Selfie, the ABC sitcom remake of My Fair Lady starring Amy Pond as Eliza Doolittle and Mister Sulu II as Henry Higgins, has already been canceled. I’m sad to see it go, because I feel like it never got a chance to meet its full potential. I’m not going to pretend to know why it’s being canceled. But what’s the point of having a blog if I can’t speculate on things I know nothing about? Here goes.
Hypothesis: Selfie failed because it was obsessed with shaming its target demographic for using what could’ve been its most effective marketing tool.
Now, it could easily be argued that the show was about Eliza’s misuse of social media, not social media itself. The possibility to take the show in that direction was what kept me watching. Unfortunately, though, it never quite got there. Each episode reinforced messages that we see everywhere: That our Facebook friends aren’t real friends. That we’ve lost the art of meaningful communication because of our communication devices. That using a digital platform to talk about yourself and your life is a sure sign of narcissism. That if you have EVER dared to take a photograph of yourself and utilize a platform that :gasp: allows other people to see it, you are a hopeless attention whore who thinks the world, nay, the universe, revolves around you.

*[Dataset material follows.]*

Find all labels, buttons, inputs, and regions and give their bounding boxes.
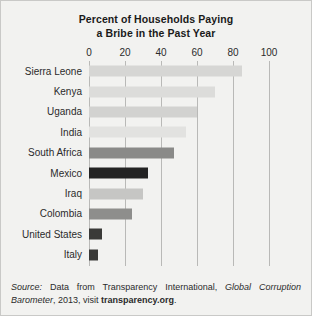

To be fair, Selfie’s Henry Higgs is as lost as its Eliza Dooley. Although Henry prides himself on not being the type to settle for shallow digital connection, he’s as lacking in real-world connections as his insta-famous mentee. It’s obvious that Selfie wants to be a show about two out-of-balance opposites meeting each other in the middle. But this misses the entire point of the source material. My Fair Lady (like the non-musical play it was adapted from, Pygmalion) was a satire of middle-class manners. In the original, there was nothing wrong with Eliza. And Eliza didn’t substantially change over the course of the story. Her basic personality, which was fine to begin with, remained intact. Higgins simply changed the way she spoke, dressed, and comported herself so that she could successfully conform to upper-middle-class arbitrary social conventions. The guttersnipe became a princess just by putting on a pretty dress and pronouncing her consonants. The story mocked the society that accepted or rejected Eliza based on these shallow, arbitrary standards, not Eliza herself for playing their game and winning.
I feel like Selfie could’ve been so much better if it had taken its social media farce in this direction. It could’ve subverted the platitudes of social media guilt that have become as ubiquitous as social media itself. Why aren’t Facebook friends real friends? They’re actual people. They aren’t computer programs. Isn’t it your choice if you’re adding people you don’t want to be friends with, or if you’re posting shallow or drama-filled statuses instead of using this neutral tool to cultivate real friendships? Why can’t phone apps be a way to enhance meaningful communication? That funny Pinterest pin you send your sister could spark a conversation that brings you closer than ever. Why can’t people read their family’s and friends’ posts because they’re sincerely interested in these people’s lives, and why can’t you post things about your own life with the understanding that this sincere interest is mutual? Maybe the real narcissist is the person who’s annoyed by their family and friends wanting to – OHMYGOD – talk about their lives! Why does taking a selfie have to mean that you expect the whole universe to stop what it’s doing and worship at your altar? Can’t it be just another chapter in humanity’s ongoing quest to document our existence? Part of a tradition that goes back to cave paintings?
But now back to my elephant-in-the-room hypothesis. Social media is an invaluable platform for promoting a work of entertainment. Especially for a generation that keeps finding new ways to avoid viewing paid advertisements. We Millennials will adblock our favorite shows out of existence, but we’ll check out that thing our BFF keeps livetweeting. Remember my post about The Quest, another ABC show? I didn’t notice a single commercial for it, even though, unlike most of my Millennial friends, I watch programming on an actual television set. I started watching The Quest because my sister sent me a text about it. On her phone. And then my sister and I joined thousands of other people who tweeted about the show on the hashtag #TheQuestArmy. It was by no means the first show I’d consistently livetweeted. But, although I tuned in to watch Selfie every week, I can’t say I was ever inclined to livetweet a show that kept telling me in the most anvillicious ways possible to put down my damn phone.
Ironically, I think Selfie might’ve had a better shot on a different platform. Since The Lizzie Bennet Diaries, YouTube has been flooded with modern adaptations of classic English literature. Most of them, it seems, star cute redheaded female leads. Selfie could’ve easily had a place among them.
But to do that, they would’ve had to cater to all those millennial narcissists on social media.
One response to “Social media guilt: Speculation on the fall of Selfie”
I didn’t even know Selfies existed until I saw the news it was canceled.